After leaving Parliament, Pollington went on an extensive foreign tour of Russia, Persia and India. In 1834 he joined his Eton contemporary Alexander William Kinglake on an expedition through the Ottoman Empire. Kinglake's novel "Eothen" includes a character called Methley who is based on Pollington: Methley is a knowledgeable classical scholar with "the practical sagacity of a Yorkshireman".[4]
Pollington returned to Britain in 1835, in time for his election as Member of Parliament for Pontefract as a supporter of Sir Robert Peel at the general election.
Pollington sat out the Parliament of 1837–1841, and took the opportunity to travel through eastern Anatolia in June 1838. His journal from this trip was published as "Notes on a Journey from Erẓ-Rúm ... to Aleppo" in the Journal of the Royal Geographical Society in 1841. On his return to Britain, Pollington again represented Pontefract between 1841 and 1847.[5]
He was nominated as a candidate in a byelection in the borough in 1851, in his absence and without his knowledge.

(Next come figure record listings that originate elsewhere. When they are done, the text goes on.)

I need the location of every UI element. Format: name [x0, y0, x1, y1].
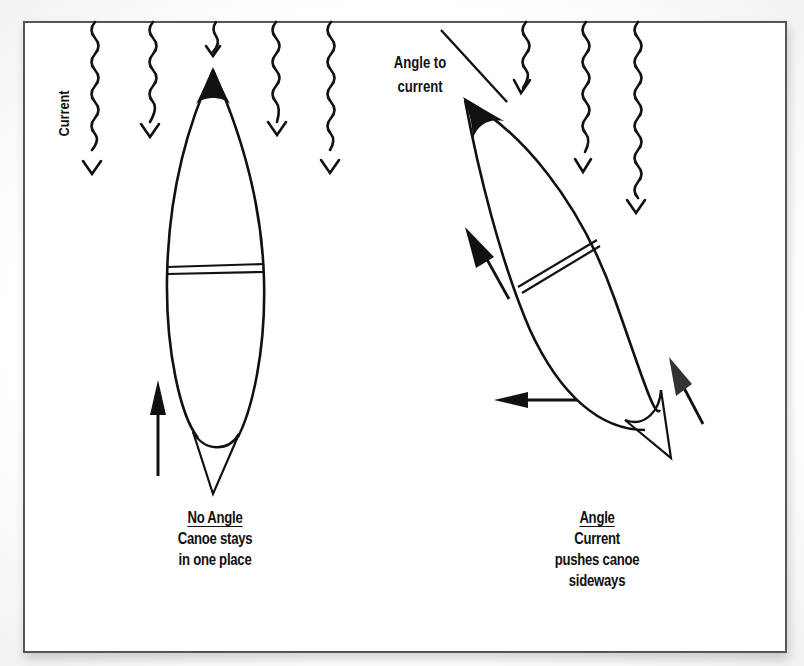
- canoe-angled: [463, 97, 671, 458]
- caption-no-angle: No Angle Canoe stays in one place: [154, 507, 277, 570]
- straight-arrow-icon: [669, 357, 703, 424]
- current-label: Current: [55, 84, 72, 144]
- straight-arrow-icon: [150, 380, 166, 476]
- canoe-no-angle: [167, 67, 264, 494]
- wavy-down-arrow-icon: [268, 22, 286, 135]
- caption-angle-line-2: pushes canoe: [536, 549, 659, 570]
- wavy-down-arrow-icon: [514, 22, 530, 93]
- caption-no-angle-title: No Angle: [154, 507, 277, 528]
- wavy-down-arrow-icon: [627, 22, 645, 213]
- wavy-down-arrow-icon: [575, 22, 591, 172]
- caption-angle-line-1: Current: [536, 528, 659, 549]
- angle-to-current-line-2: current: [379, 75, 461, 99]
- caption-angle-line-3: sideways: [536, 570, 659, 591]
- angle-to-current-label: Angle to current: [379, 51, 461, 99]
- caption-angle-title: Angle: [536, 507, 659, 528]
- wavy-down-arrow-icon: [321, 22, 339, 173]
- wavy-down-arrow-icon: [83, 22, 101, 174]
- straight-arrow-icon: [465, 227, 509, 299]
- caption-no-angle-line-2: in one place: [154, 549, 277, 570]
- caption-angle: Angle Current pushes canoe sideways: [536, 507, 659, 591]
- current-arrows-right: [514, 22, 645, 213]
- wavy-down-arrow-icon: [206, 22, 220, 56]
- caption-no-angle-line-1: Canoe stays: [154, 528, 277, 549]
- angle-to-current-line-1: Angle to: [379, 51, 461, 75]
- wavy-down-arrow-icon: [141, 22, 159, 137]
- straight-arrow-icon: [494, 392, 577, 408]
- canoe-current-diagram: [0, 0, 804, 666]
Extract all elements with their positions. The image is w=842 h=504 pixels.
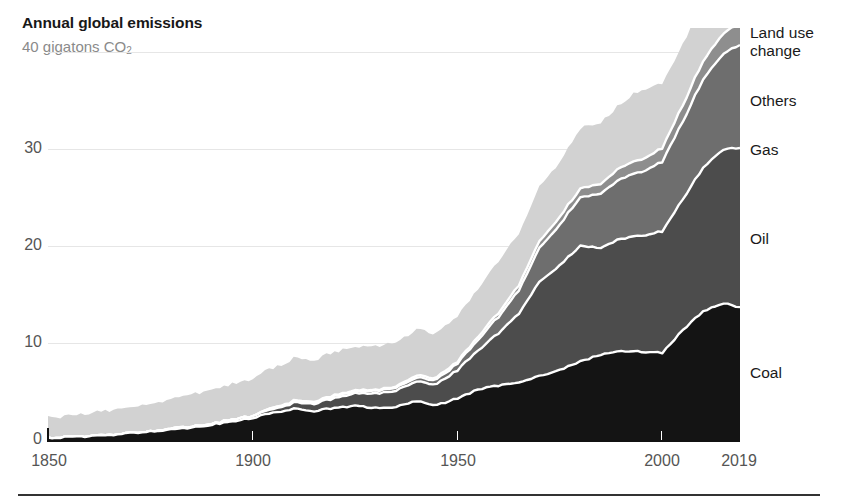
series-label-land-use-change: Land use change <box>750 24 814 60</box>
x-tick-1950: 1950 <box>427 452 489 470</box>
y-tick-30: 30 <box>8 139 42 157</box>
y-tick-10: 10 <box>8 333 42 351</box>
y-axis-spine <box>47 428 49 442</box>
x-tick-1900: 1900 <box>222 452 284 470</box>
x-tick-mark-2000 <box>661 431 662 440</box>
series-label-gas: Gas <box>750 141 778 159</box>
stacked-area-chart <box>48 28 740 440</box>
y-tick-20: 20 <box>8 236 42 254</box>
x-tick-1850: 1850 <box>18 452 80 470</box>
y-tick-0: 0 <box>8 430 42 448</box>
x-tick-mark-1950 <box>457 431 458 440</box>
series-label-coal: Coal <box>750 364 782 382</box>
x-tick-2000: 2000 <box>631 452 693 470</box>
series-group <box>48 28 740 440</box>
footer-divider <box>18 494 820 496</box>
x-axis-baseline <box>48 440 740 442</box>
emissions-figure: Annual global emissions 40 gigatons CO2 … <box>0 0 842 504</box>
plot-area <box>48 28 740 440</box>
x-tick-2019: 2019 <box>708 452 770 470</box>
x-tick-mark-1900 <box>252 431 253 440</box>
series-label-oil: Oil <box>750 230 769 248</box>
series-label-others: Others <box>750 92 797 110</box>
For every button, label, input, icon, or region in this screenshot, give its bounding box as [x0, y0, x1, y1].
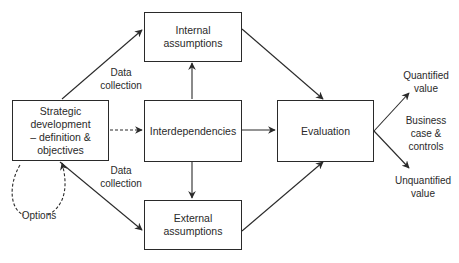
interdependencies-label: Interdependencies [150, 125, 236, 138]
evaluation-box: Evaluation [277, 100, 374, 162]
strategic-development-box: Strategic development – definition & obj… [12, 100, 109, 161]
internal-assumptions-box: Internal assumptions [144, 12, 242, 62]
options-label: Options [14, 209, 64, 222]
unquantified-value-label: Unquantified value [388, 174, 458, 200]
diagram-canvas: Strategic development – definition & obj… [0, 0, 459, 263]
quantified-value-label: Quantified value [394, 69, 458, 95]
strategic-development-label: Strategic development – definition & obj… [30, 105, 91, 157]
arrow-internal-to-evaluation [242, 29, 323, 99]
data-collection-top-label: Data collection [96, 66, 146, 92]
evaluation-label: Evaluation [301, 125, 350, 138]
internal-assumptions-label: Internal assumptions [164, 24, 223, 50]
external-assumptions-box: External assumptions [144, 200, 242, 250]
options-loop-arrow [12, 163, 65, 215]
data-collection-bottom-label: Data collection [96, 164, 146, 190]
business-case-controls-label: Business case & controls [394, 114, 458, 153]
external-assumptions-label: External assumptions [164, 212, 223, 238]
interdependencies-box: Interdependencies [144, 100, 242, 162]
arrow-external-to-evaluation [242, 162, 323, 231]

Pollington became a close friend of Benjamin Disraeli, and shortly after he married the "very wild and gay" Lady Rachel Walpole, daughter of Horatio Walpole, 3rd Earl of Orford in 1842, Disraeli featured the couple as 'Lord and Lady Gaverstock' in his novel Coningsby. Tragically Pollington's first wife died in June 1854.
In 1860 he succeeded his father in the earldom. However, as this was an Irish peerage it did not entitle him to a seat in the House of Lords.
He married twice:
He died in Brighton in August 1899, aged 89, having survived his wife by only a few months. At the time of his death he was the last survivor from the pre-1832 Reform Act House of Commons.[7] He was succeeded in the earldom by his son from his first marriage, John Horace Savile, 5th Earl of Mexborough (1843–1916).[1]